Bridging Knowledge Gaps in Clinical AI: An Activity Theory Perspective on Interdisciplinary Data Work for Telehealth
Bingsheng Yao, Yao Du, Yue Fu, Xuhai Xu, Yanjun Gao, Hong Yu, Dakuo Wang

TL;DR
This study analyzes interdisciplinary clinical AI collaborations using Activity Theory, highlighting how shared data and broker roles facilitate coordination and address knowledge gaps in telehealth.
Contribution
It offers a novel application of Activity Theory to understand collaboration barriers and strategies in clinical AI development.
Findings
Shared clinical data act as boundary objects facilitating collaboration.
Interdisciplinary collaborators serve as knowledge brokers to bridge gaps.
Insights into best practices for early-stage clinical AI teamwork.
Abstract
Advanced AI technologies are increasingly integrated into clinical domains to advance patient care. The design and development of clinical AI technologies necessitate seamless collaboration between clinical and technical experts. However, such interdisciplinary teams are often unsuccessful, with a lack of systematic analysis of collaboration barriers and coping strategies. This work examines two clinical AI collaborations in the context of speech-language pathology via semi-structured interviews with six clinical and seven technical experts. Using Activity Theory (AT) as our analytical lens, we examine persistent knowledge gaps and collaboration tensions across clinical and technical workflows, and show how clinical data can function as boundary objects while interdisciplinary collaborators may act as knowledge brokers to help address these challenges. Our findings contribute to CSCW…
Peer Reviews
No public reviews on file for this paper yet. If you reviewed it on a platform where reviews are public (OpenReview, ICLR, NeurIPS, ICML), you can paste yours below so the community can read it here.
Videos
No videos yet. Explain this paper in a talk, walkthrough, or lecture? Add one.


:: Assignment ::
Reproduce, without alteration, every line of the data; exclude the images.

Records from a collection
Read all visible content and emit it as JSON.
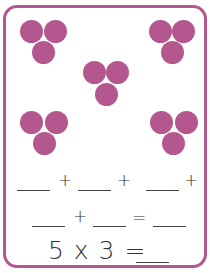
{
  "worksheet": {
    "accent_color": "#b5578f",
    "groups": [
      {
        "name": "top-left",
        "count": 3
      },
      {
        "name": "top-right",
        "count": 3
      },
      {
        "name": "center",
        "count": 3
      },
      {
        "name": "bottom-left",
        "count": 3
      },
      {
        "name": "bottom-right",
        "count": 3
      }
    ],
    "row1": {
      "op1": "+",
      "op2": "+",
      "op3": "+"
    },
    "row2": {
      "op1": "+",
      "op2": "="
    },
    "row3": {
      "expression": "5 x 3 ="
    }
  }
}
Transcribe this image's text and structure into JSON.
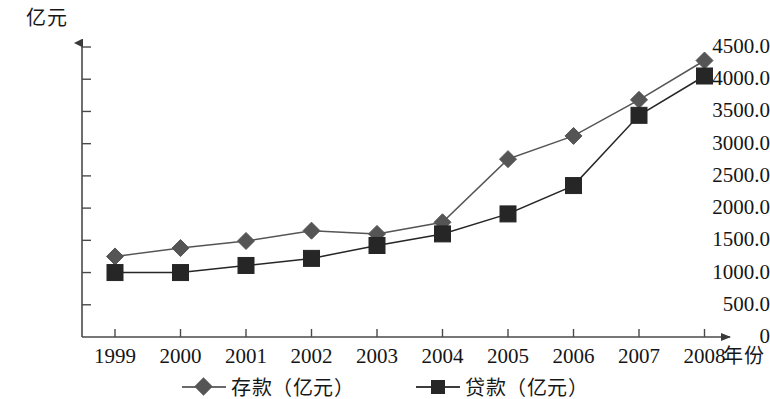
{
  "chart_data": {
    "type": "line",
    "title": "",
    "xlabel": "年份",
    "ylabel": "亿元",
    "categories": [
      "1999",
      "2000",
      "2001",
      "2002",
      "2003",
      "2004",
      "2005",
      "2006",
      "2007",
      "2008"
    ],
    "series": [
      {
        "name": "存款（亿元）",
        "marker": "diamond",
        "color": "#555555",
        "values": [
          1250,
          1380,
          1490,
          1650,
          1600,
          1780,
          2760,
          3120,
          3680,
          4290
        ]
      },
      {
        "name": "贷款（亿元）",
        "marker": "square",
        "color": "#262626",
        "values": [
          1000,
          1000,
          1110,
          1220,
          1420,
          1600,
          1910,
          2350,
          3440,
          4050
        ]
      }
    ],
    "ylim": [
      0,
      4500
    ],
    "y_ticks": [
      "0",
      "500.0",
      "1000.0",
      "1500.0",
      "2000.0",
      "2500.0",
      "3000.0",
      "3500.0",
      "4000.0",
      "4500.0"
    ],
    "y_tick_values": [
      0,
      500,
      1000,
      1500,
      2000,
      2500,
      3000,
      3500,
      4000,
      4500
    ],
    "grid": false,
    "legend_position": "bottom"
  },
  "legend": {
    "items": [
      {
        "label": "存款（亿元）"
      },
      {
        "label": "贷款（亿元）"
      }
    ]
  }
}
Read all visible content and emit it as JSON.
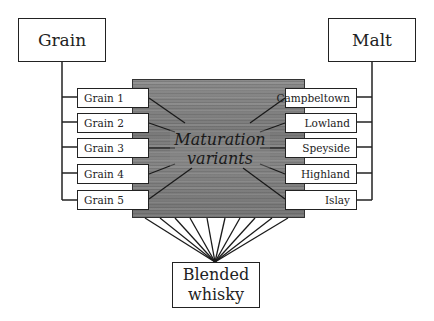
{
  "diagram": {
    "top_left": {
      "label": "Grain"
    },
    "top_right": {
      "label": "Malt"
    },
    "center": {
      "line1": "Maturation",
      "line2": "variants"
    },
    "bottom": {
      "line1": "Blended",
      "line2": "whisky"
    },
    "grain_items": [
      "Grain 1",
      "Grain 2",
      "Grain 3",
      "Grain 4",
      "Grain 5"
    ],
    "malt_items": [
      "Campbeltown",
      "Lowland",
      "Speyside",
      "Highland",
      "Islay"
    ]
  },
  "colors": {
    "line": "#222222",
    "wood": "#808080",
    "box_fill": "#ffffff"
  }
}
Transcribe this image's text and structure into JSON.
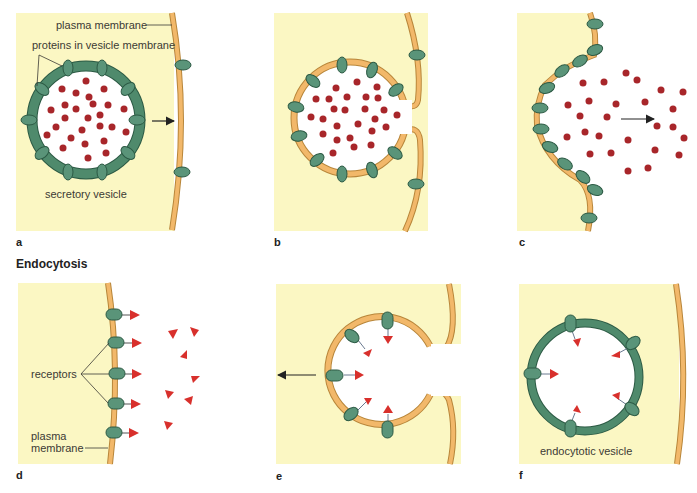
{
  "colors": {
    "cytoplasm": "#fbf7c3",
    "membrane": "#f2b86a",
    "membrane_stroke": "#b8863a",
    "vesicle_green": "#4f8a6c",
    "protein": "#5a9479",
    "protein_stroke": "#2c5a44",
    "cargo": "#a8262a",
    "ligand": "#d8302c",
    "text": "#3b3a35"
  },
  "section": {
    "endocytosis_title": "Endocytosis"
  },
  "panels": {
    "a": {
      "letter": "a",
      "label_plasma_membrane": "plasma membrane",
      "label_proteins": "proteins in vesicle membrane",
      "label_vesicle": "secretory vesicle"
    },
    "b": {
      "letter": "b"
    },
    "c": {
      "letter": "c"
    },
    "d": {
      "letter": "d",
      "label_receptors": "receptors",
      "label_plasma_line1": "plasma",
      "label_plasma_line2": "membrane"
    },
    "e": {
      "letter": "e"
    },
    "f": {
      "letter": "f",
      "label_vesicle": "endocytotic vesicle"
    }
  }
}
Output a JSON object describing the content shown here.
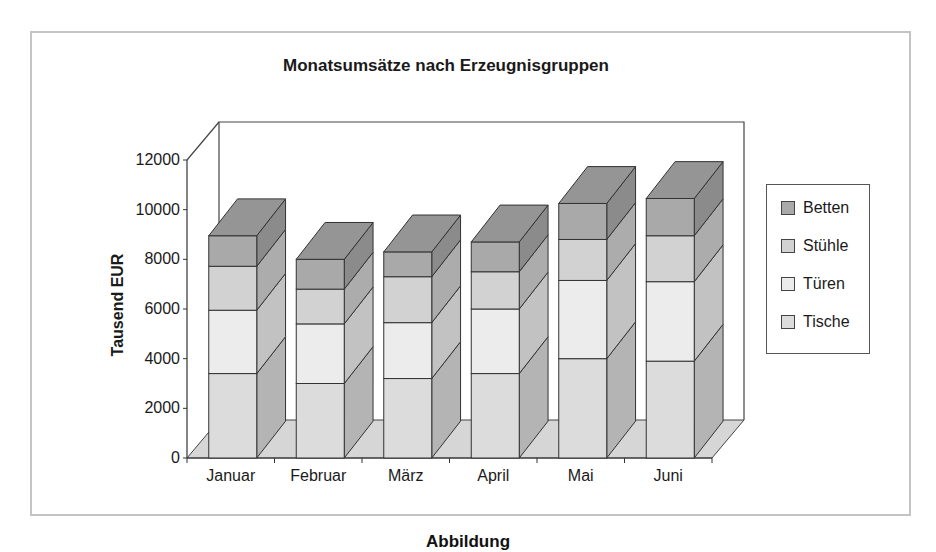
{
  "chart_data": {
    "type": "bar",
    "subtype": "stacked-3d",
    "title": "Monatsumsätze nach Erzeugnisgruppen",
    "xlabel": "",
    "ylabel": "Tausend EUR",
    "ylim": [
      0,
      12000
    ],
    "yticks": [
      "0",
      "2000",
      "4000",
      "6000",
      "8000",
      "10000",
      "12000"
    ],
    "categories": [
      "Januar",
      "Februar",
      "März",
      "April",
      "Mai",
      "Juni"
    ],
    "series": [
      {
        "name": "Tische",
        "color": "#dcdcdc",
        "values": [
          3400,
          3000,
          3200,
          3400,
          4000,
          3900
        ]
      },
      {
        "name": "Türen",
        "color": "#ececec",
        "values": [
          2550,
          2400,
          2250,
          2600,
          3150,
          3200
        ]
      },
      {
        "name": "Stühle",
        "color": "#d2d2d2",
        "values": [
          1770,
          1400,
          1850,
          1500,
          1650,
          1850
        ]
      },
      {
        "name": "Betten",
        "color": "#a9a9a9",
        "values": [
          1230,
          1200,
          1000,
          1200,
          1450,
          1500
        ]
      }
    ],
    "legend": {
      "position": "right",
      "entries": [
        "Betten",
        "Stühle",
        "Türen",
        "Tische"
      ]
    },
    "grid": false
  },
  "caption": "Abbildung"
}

:: Answer to this exercise ::
Read all visible content and emit it as JSON.
{
  "worksheet": {
    "accent_color": "#b5578f",
    "groups": [
      {
        "name": "top-left",
        "count": 3
      },
      {
        "name": "top-right",
        "count": 3
      },
      {
        "name": "center",
        "count": 3
      },
      {
        "name": "bottom-left",
        "count": 3
      },
      {
        "name": "bottom-right",
        "count": 3
      }
    ],
    "row1": {
      "op1": "+",
      "op2": "+",
      "op3": "+"
    },
    "row2": {
      "op1": "+",
      "op2": "="
    },
    "row3": {
      "expression": "5 x 3 ="
    }
  }
}
Transcribe this image's text and structure into JSON.
{
  "chart_data": {
    "type": "line",
    "title": "",
    "xlabel": "年份",
    "ylabel": "亿元",
    "categories": [
      "1999",
      "2000",
      "2001",
      "2002",
      "2003",
      "2004",
      "2005",
      "2006",
      "2007",
      "2008"
    ],
    "series": [
      {
        "name": "存款（亿元）",
        "marker": "diamond",
        "color": "#555555",
        "values": [
          1250,
          1380,
          1490,
          1650,
          1600,
          1780,
          2760,
          3120,
          3680,
          4290
        ]
      },
      {
        "name": "贷款（亿元）",
        "marker": "square",
        "color": "#262626",
        "values": [
          1000,
          1000,
          1110,
          1220,
          1420,
          1600,
          1910,
          2350,
          3440,
          4050
        ]
      }
    ],
    "ylim": [
      0,
      4500
    ],
    "y_ticks": [
      "0",
      "500.0",
      "1000.0",
      "1500.0",
      "2000.0",
      "2500.0",
      "3000.0",
      "3500.0",
      "4000.0",
      "4500.0"
    ],
    "y_tick_values": [
      0,
      500,
      1000,
      1500,
      2000,
      2500,
      3000,
      3500,
      4000,
      4500
    ],
    "grid": false,
    "legend_position": "bottom"
  },
  "legend": {
    "items": [
      {
        "label": "存款（亿元）"
      },
      {
        "label": "贷款（亿元）"
      }
    ]
  }
}
Read all visible content and emit it as JSON.
{
  "diagram": {
    "top_left": {
      "label": "Grain"
    },
    "top_right": {
      "label": "Malt"
    },
    "center": {
      "line1": "Maturation",
      "line2": "variants"
    },
    "bottom": {
      "line1": "Blended",
      "line2": "whisky"
    },
    "grain_items": [
      "Grain 1",
      "Grain 2",
      "Grain 3",
      "Grain 4",
      "Grain 5"
    ],
    "malt_items": [
      "Campbeltown",
      "Lowland",
      "Speyside",
      "Highland",
      "Islay"
    ]
  },
  "colors": {
    "line": "#222222",
    "wood": "#808080",
    "box_fill": "#ffffff"
  }
}
Transcribe this image's text and structure into JSON.
{
  "colors": {
    "cytoplasm": "#fbf7c3",
    "membrane": "#f2b86a",
    "membrane_stroke": "#b8863a",
    "vesicle_green": "#4f8a6c",
    "protein": "#5a9479",
    "protein_stroke": "#2c5a44",
    "cargo": "#a8262a",
    "ligand": "#d8302c",
    "text": "#3b3a35"
  },
  "section": {
    "endocytosis_title": "Endocytosis"
  },
  "panels": {
    "a": {
      "letter": "a",
      "label_plasma_membrane": "plasma membrane",
      "label_proteins": "proteins in vesicle membrane",
      "label_vesicle": "secretory vesicle"
    },
    "b": {
      "letter": "b"
    },
    "c": {
      "letter": "c"
    },
    "d": {
      "letter": "d",
      "label_receptors": "receptors",
      "label_plasma_line1": "plasma",
      "label_plasma_line2": "membrane"
    },
    "e": {
      "letter": "e"
    },
    "f": {
      "letter": "f",
      "label_vesicle": "endocytotic vesicle"
    }
  }
}
Output a JSON object describing the content shown here.
{
  "chart_data": {
    "type": "bar",
    "subtype": "stacked-3d",
    "title": "Monatsumsätze nach Erzeugnisgruppen",
    "xlabel": "",
    "ylabel": "Tausend EUR",
    "ylim": [
      0,
      12000
    ],
    "yticks": [
      "0",
      "2000",
      "4000",
      "6000",
      "8000",
      "10000",
      "12000"
    ],
    "categories": [
      "Januar",
      "Februar",
      "März",
      "April",
      "Mai",
      "Juni"
    ],
    "series": [
      {
        "name": "Tische",
        "color": "#dcdcdc",
        "values": [
          3400,
          3000,
          3200,
          3400,
          4000,
          3900
        ]
      },
      {
        "name": "Türen",
        "color": "#ececec",
        "values": [
          2550,
          2400,
          2250,
          2600,
          3150,
          3200
        ]
      },
      {
        "name": "Stühle",
        "color": "#d2d2d2",
        "values": [
          1770,
          1400,
          1850,
          1500,
          1650,
          1850
        ]
      },
      {
        "name": "Betten",
        "color": "#a9a9a9",
        "values": [
          1230,
          1200,
          1000,
          1200,
          1450,
          1500
        ]
      }
    ],
    "legend": {
      "position": "right",
      "entries": [
        "Betten",
        "Stühle",
        "Türen",
        "Tische"
      ]
    },
    "grid": false
  },
  "caption": "Abbildung"
}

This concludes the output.